Dwelling

Dwelling

I'm Terrible at Chess.

Why I Keep Playing

Carter Davis Johnson's avatar
Carter Davis Johnson
Nov 14, 2025
∙ Paid

I love chess. It has a deep history, tracing back over a millennia to the games of Chaturanga in India and Shatranj in Persia. It’s elegant. It has drama and scandal and intrigue and a colorful cast of grandmasters. Even with the tremendous fields of machine learning, the game is beautifully analog. There is something deeply human about two people squaring off, facing down the same mathematical explosion of possibilities, bringing order into something chaotic, speculating and guessing and testing and counter-testing. There is sacrifice. There is cost-evaluation and trading. There’s just plain-ole-gut-instinct. It’s blistering fast and painfully slow. I love nearly everything about chess.

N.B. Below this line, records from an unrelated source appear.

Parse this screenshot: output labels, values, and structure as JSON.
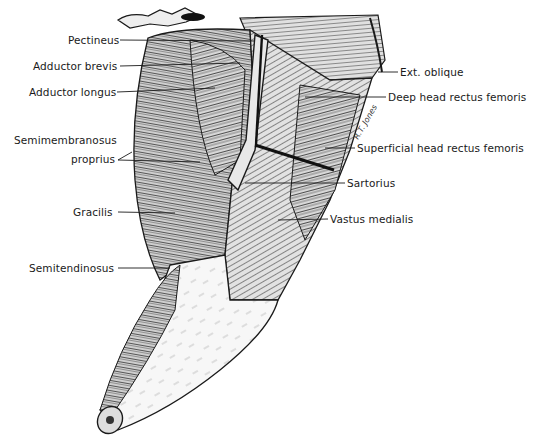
{
  "figure": {
    "labels_left": [
      {
        "id": "pectineus",
        "text": "Pectineus",
        "x": 68,
        "y": 56,
        "line_to": [
          255,
          41
        ]
      },
      {
        "id": "adductor-brevis",
        "text": "Adductor brevis",
        "x": 33,
        "y": 61,
        "line_to": [
          240,
          63
        ]
      },
      {
        "id": "adductor-longus",
        "text": "Adductor longus",
        "x": 29,
        "y": 87,
        "line_to": [
          215,
          88
        ]
      },
      {
        "id": "semimembranosus-proprius-1",
        "text": "Semimembranosus",
        "x": 14,
        "y": 140,
        "line_to": null
      },
      {
        "id": "semimembranosus-proprius-2",
        "text": "proprius",
        "x": 71,
        "y": 158,
        "line_to": [
          200,
          162
        ]
      },
      {
        "id": "gracilis",
        "text": "Gracilis",
        "x": 73,
        "y": 210,
        "line_to": [
          175,
          213
        ]
      },
      {
        "id": "semitendinosus",
        "text": "Semitendinosus",
        "x": 29,
        "y": 266,
        "line_to": [
          170,
          268
        ]
      }
    ],
    "labels_right": [
      {
        "id": "ext-oblique",
        "text": "Ext. oblique",
        "x": 400,
        "y": 70,
        "line_to": [
          380,
          72
        ]
      },
      {
        "id": "deep-head-rectus-femoris",
        "text": "Deep head rectus femoris",
        "x": 388,
        "y": 96,
        "line_to": [
          305,
          98
        ]
      },
      {
        "id": "superficial-head-rectus-femoris",
        "text": "Superficial head rectus femoris",
        "x": 357,
        "y": 146,
        "line_to": [
          325,
          148
        ]
      },
      {
        "id": "sartorius",
        "text": "Sartorius",
        "x": 347,
        "y": 182,
        "line_to": [
          245,
          182
        ]
      },
      {
        "id": "vastus-medialis",
        "text": "Vastus medialis",
        "x": 330,
        "y": 218,
        "line_to": [
          278,
          220
        ]
      }
    ],
    "signature": "R.T. Jones",
    "colors": {
      "ink": "#1a1a1a",
      "paper": "#ffffff",
      "shade_dark": "#3a3a3a",
      "shade_mid": "#8a8a8a",
      "skin": "#f4f4f4"
    }
  }
}
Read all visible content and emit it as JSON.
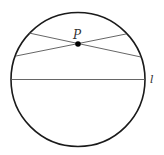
{
  "diagram": {
    "type": "geometry",
    "circle": {
      "cx": 78,
      "cy": 79.5,
      "r": 67,
      "stroke": "#1a1a1a",
      "stroke_width": 1.6
    },
    "chords": [
      {
        "name": "chord-1",
        "x1": 29,
        "y1": 33,
        "x2": 141,
        "y2": 57,
        "stroke": "#555555",
        "stroke_width": 0.9
      },
      {
        "name": "chord-2",
        "x1": 16,
        "y1": 56,
        "x2": 126,
        "y2": 34,
        "stroke": "#555555",
        "stroke_width": 0.9
      }
    ],
    "line_l": {
      "x1": 11,
      "y1": 79.5,
      "x2": 145,
      "y2": 79.5,
      "stroke": "#555555",
      "stroke_width": 0.9
    },
    "point_P": {
      "cx": 78,
      "cy": 44,
      "r": 2.8,
      "fill": "#000000"
    },
    "labels": {
      "point": {
        "text": "P",
        "x": 73,
        "y": 39,
        "size": 12
      },
      "line": {
        "text": "l",
        "x": 150,
        "y": 83,
        "size": 11
      }
    }
  }
}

However, there’s one problem: I’m terrible at chess.

You need to believe me. I have absolutely no natural talent whatsoever. I am extremely bad, though it’s not for a lack of effort. I was in chess club in middle school. I’ve read books on chess. I’ve watched lectures from Gary Kasparov. I’ve gone down the YouTube rabbit hole, watching countless Magnus Carlson and GothamChess videos. I watched players explain and breakdown positions. There have been several times in my life that I’ve really really really tried to get better at chess. But each time, I start an inevitable losing streak and my efforts fizzle out like a can of seltzer water that’s been open all day. I don’t —in short—have a “knack” for chess.

But here’s the rub.

My chess hero, José Capablanca, who encouragingly said, “You will have to lose hundreds of games before becoming a good player”

I think chess is a good thing. And I think that I would be a better person if I played chess. Or, to put in a different way, the Carter-who-I-want-to-be can play chess with skills sufficient to enjoy the game’s finer points (which include, but are not limited to, occasionally winning).